Saudi Oil Minister Ali al Naimi even told U.S. Ambassador Ford Fraker that the kingdom would have difficulty finding customers for the additional crude, according to an account laid out in a confidential State Department cable dated Sept. 28, 2008,
"Saudi Arabia can't just put crude out on the market," the cable quotes Naimi as saying. Instead, Naimi suggested, "speculators bore significant responsibility for the sharp increase in oil prices in the last few years," according to the cable.
What role Wall Street investors play in the high cost of oil is a hotly debated topic in Washington. Despite weak demand, the price of a barrel of crude oil surged more than 25 percent in the past year, reaching a peak of $113 May 2 before falling back to a range of $95 to $100 a barrel.
One cable recounts how Dr. Majid al Moneef, Saudi Arabia's OPEC governor, explained what he thought was the full impact of speculation to U.S. Rep.

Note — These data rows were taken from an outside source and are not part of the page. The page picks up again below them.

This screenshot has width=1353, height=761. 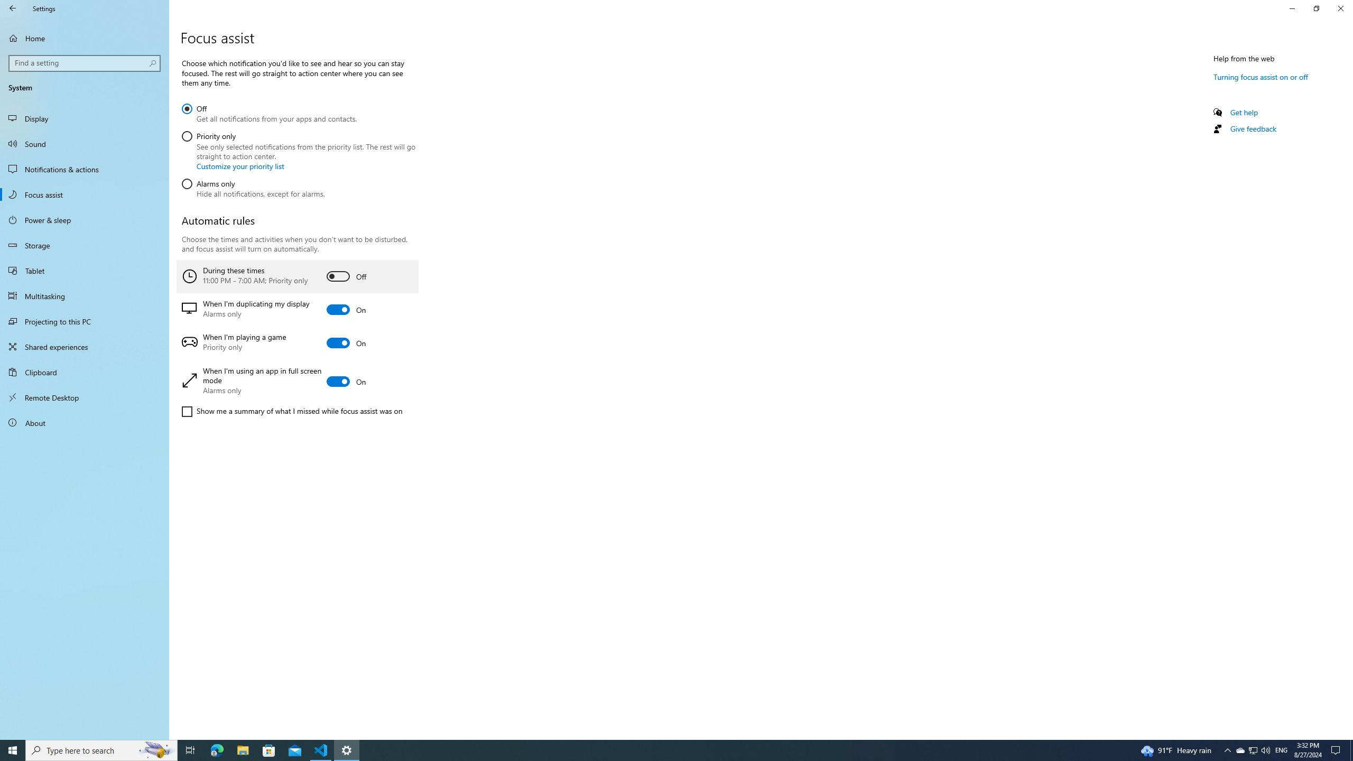 What do you see at coordinates (297, 310) in the screenshot?
I see `When I'm duplicating my display` at bounding box center [297, 310].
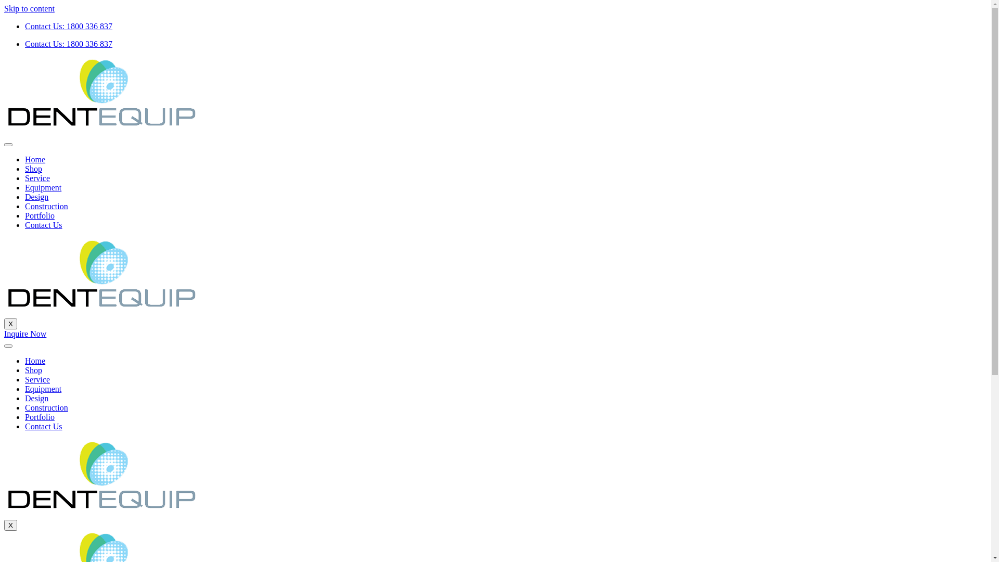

Alan Grayson, D-Fla., who in July 2009 was in Saudi Arabia for the first time.
According to the cable, Moneef said Saudi Arabia suspected that "speculation represented approximately $40 of the overall oil price when it was at its height."
Asked how to curb such speculation, Moneef suggested "improving transparency" — a reference to the fact that most oil trading is conducted outside regulated markets — and better communication among the world's commodity markets so that oil speculators can't hide the full extent of their trading positions.
Moneef also suggested that the U.S. consider "position limits" — restrictions on how much of the oil market a company can control — something the CFTC is considering. But the proposal to prevent any single trader from accumulating more than 10 percent of the oil contracts being traded hasn't received final approval, and the CFTC also has yet to define what it considers excessive speculation.
Saudi concerns also came up during a May 2008 meeting in Riyadh, the Saudi capital, between U.S. officials and Prince Abdulazziz bin Salman bin Abdulaziz al Saud, the assistant petroleum minister.
Prince Abdulazziz was "extremely worried" that high prices would destroy the demand for oil, according to the May 7, 2008, account of his meeting with embassy officials.
"Aramco is trying to sell more, but frankly there are no buyers," the cable quoted him as saying, referring to the Saudi state oil company. "We are discounting crudes."